Nobody is average. No day is average.
A statistician drowned walking across a river with an average depth of 2 feet.
Average harms patients.
When emergency departments are understaffed, patients wait. When departments are overstaffed, costs go up.
This post touches on material in Step 5 from No More Lethal Waits: 10 Steps to Transform Canada’s Emergency Departments.
In Step 2, we said to Close the Waiting Room; bring everybody inside. If EDs do this, staff will feel every surge in patient volumes.
It will create chaos, if you do not match physician scheduling to hourly changes in patient volumes. Staffing levels need to swing up and down with changes in patient volume.
High-end restaurants solved this long ago. If an evening gets busy, restaurants call in more staff. If it is slow, waiters go home early. Restaurants schedule staff based on how fast each waiter works.
To use this thinking in the ED, schedulers have to tackle clinical speed and the traditional LEGO block approach to scheduling. Check out Schedule 4 Patient Flow and Efficiency to see how.
Schedule Trilemma
Scheduling frustrates some of the smartest people, when they ignore the schedule trilemma.
A trilemma offers 3 options such that only 2 of the 3 can be true at the same time.
One classic trilemma asks you to pick 2 of the following 3 options: better, faster, cheaper. If you want better and faster, then it won’t be cheaper. If you want faster and cheaper, then it won’t be better. And so on…
A humourous Soviet era trilemma asks you to pick 2 of the following 3: communist, honest, smart. You can be communist and honest, but you won’t be smart. And so on….
The schedule trilemma asks us to pick 2 of the following: efficiency/MD productivity, short patient waits, rigid shifts.
If you want to keep physicians productive and have rigid start and stop times for your shifts, then patients must always be waiting so that physicians are never idle.
If you want short wait times and rigid shifts, then you need to over-staff your department so that there’s always an MD ready to see patients, even during the biggest surge in patient volumes.
But if you want efficiency and short patient waits, then you must not have rigid shifts; you need flexible start and stop times.
We need flexible shifts to maximize efficiency and decrease patient waits.
Scheduling to Meet Patient Needs
- Determine the speed each physician works
- Estimate total volumes
- Let physicians pick their shifts
- Each MD should choose 50% more shifts than they want to work
- Use number 1 – 3 to create the schedule
- Assign approximate start and stop times
We’ll look at how to operationalize this in the next post.
Check out this interview with Dr. Marko Duic, the brains behind this scheduling approach. The interview touches on the mechanics which we will expand in the next post: Step 6 – Give MDs Responsibility for Flow and Hire Patient Navigators.
I hope this gives you a little taste of the process advice from the book. Check out No More Lethal Waits for more.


:: Problem requirements ::
Filter the listing below down to the lines containing the word "Medium".
Start of Material provided
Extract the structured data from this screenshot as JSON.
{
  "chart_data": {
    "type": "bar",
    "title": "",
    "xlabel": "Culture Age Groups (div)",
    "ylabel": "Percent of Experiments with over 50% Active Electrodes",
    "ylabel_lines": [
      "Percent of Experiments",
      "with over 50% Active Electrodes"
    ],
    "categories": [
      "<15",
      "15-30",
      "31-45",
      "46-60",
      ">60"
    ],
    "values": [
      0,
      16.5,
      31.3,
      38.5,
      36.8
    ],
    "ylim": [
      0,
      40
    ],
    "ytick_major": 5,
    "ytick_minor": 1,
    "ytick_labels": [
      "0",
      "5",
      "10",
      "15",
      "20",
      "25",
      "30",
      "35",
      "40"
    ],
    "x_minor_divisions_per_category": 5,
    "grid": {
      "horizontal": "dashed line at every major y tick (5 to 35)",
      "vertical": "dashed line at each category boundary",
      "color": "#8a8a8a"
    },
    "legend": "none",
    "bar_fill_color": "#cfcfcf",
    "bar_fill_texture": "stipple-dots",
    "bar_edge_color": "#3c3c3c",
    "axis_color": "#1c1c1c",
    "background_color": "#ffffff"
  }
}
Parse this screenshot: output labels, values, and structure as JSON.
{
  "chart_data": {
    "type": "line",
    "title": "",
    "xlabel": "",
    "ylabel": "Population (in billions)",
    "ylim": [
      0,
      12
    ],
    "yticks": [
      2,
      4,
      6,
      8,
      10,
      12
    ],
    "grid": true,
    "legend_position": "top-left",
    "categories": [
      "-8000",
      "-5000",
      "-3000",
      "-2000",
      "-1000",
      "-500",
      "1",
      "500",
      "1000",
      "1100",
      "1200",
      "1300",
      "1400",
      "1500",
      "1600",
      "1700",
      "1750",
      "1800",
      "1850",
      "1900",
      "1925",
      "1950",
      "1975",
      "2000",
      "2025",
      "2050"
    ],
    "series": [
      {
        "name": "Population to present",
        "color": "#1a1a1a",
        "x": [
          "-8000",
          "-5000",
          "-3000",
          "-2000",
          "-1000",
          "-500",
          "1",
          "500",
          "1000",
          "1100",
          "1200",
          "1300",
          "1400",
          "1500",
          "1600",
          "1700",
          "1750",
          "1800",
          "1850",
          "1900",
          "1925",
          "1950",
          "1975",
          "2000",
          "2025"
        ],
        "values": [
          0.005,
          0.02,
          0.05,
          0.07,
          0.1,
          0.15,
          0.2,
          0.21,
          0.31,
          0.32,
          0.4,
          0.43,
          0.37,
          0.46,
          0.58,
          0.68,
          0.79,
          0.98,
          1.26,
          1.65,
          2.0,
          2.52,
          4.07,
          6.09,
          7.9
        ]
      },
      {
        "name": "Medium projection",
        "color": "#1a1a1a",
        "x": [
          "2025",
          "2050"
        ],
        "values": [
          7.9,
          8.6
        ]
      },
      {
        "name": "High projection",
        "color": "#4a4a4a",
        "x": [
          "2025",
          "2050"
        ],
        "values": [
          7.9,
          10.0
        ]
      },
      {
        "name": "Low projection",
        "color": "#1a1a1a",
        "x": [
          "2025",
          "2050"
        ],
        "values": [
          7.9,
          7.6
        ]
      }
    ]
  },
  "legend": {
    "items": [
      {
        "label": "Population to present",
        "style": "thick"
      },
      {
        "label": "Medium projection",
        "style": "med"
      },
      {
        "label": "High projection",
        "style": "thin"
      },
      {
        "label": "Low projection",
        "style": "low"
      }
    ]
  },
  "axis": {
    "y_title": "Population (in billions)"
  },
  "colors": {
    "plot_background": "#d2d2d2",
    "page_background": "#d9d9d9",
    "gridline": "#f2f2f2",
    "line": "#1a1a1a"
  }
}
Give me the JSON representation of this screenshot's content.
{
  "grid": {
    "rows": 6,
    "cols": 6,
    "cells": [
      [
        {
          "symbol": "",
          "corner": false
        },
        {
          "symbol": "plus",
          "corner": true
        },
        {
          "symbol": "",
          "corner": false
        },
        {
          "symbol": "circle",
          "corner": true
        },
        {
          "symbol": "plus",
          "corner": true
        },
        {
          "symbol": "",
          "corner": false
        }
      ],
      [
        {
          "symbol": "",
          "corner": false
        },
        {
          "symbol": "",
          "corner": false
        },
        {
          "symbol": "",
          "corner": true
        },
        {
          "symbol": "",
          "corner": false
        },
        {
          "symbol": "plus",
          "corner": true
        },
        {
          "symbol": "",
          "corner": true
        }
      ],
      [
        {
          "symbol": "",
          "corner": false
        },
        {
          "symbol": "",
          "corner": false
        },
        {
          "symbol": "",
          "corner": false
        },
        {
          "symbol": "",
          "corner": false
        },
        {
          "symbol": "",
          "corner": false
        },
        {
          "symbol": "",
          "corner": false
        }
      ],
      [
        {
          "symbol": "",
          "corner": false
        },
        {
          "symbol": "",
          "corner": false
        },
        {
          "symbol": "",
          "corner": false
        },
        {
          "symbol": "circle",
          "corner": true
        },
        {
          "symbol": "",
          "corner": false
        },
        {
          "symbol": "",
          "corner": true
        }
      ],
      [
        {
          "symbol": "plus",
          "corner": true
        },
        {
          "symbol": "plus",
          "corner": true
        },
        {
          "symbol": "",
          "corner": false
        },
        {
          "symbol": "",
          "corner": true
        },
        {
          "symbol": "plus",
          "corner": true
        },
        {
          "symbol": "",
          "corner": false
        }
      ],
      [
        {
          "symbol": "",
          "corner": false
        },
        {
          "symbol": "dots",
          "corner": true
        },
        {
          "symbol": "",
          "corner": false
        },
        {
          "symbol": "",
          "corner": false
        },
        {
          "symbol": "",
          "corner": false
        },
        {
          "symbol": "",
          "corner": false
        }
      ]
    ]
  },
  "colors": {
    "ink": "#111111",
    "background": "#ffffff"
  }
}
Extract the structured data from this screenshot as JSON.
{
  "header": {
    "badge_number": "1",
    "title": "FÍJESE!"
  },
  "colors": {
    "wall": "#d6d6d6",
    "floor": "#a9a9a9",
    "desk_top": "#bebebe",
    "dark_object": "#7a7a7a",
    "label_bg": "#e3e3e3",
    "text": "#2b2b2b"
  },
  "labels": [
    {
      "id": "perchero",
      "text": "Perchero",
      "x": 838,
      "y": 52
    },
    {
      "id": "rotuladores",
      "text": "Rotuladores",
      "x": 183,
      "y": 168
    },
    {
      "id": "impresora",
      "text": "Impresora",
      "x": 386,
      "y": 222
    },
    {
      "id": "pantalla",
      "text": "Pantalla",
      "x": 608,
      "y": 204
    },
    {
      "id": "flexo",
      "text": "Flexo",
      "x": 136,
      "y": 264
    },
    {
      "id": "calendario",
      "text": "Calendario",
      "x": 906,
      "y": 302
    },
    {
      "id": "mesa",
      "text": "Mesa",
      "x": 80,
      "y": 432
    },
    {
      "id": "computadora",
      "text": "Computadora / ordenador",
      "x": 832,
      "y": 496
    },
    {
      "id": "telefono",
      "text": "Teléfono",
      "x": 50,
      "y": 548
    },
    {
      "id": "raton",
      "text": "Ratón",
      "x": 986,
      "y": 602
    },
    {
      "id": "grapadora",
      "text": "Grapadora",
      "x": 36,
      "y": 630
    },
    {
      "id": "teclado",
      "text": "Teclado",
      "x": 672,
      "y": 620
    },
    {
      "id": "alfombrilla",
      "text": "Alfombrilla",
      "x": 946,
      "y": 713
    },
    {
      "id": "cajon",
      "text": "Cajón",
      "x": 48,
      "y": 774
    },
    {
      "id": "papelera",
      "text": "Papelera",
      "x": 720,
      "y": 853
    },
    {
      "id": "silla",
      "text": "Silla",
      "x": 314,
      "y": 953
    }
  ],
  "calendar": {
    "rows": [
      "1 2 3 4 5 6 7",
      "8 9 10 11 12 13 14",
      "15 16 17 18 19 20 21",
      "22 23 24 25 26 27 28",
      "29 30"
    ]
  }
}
End of Material provided
:: Response ::
        "name": "Medium projection",
        "label": "Medium projection",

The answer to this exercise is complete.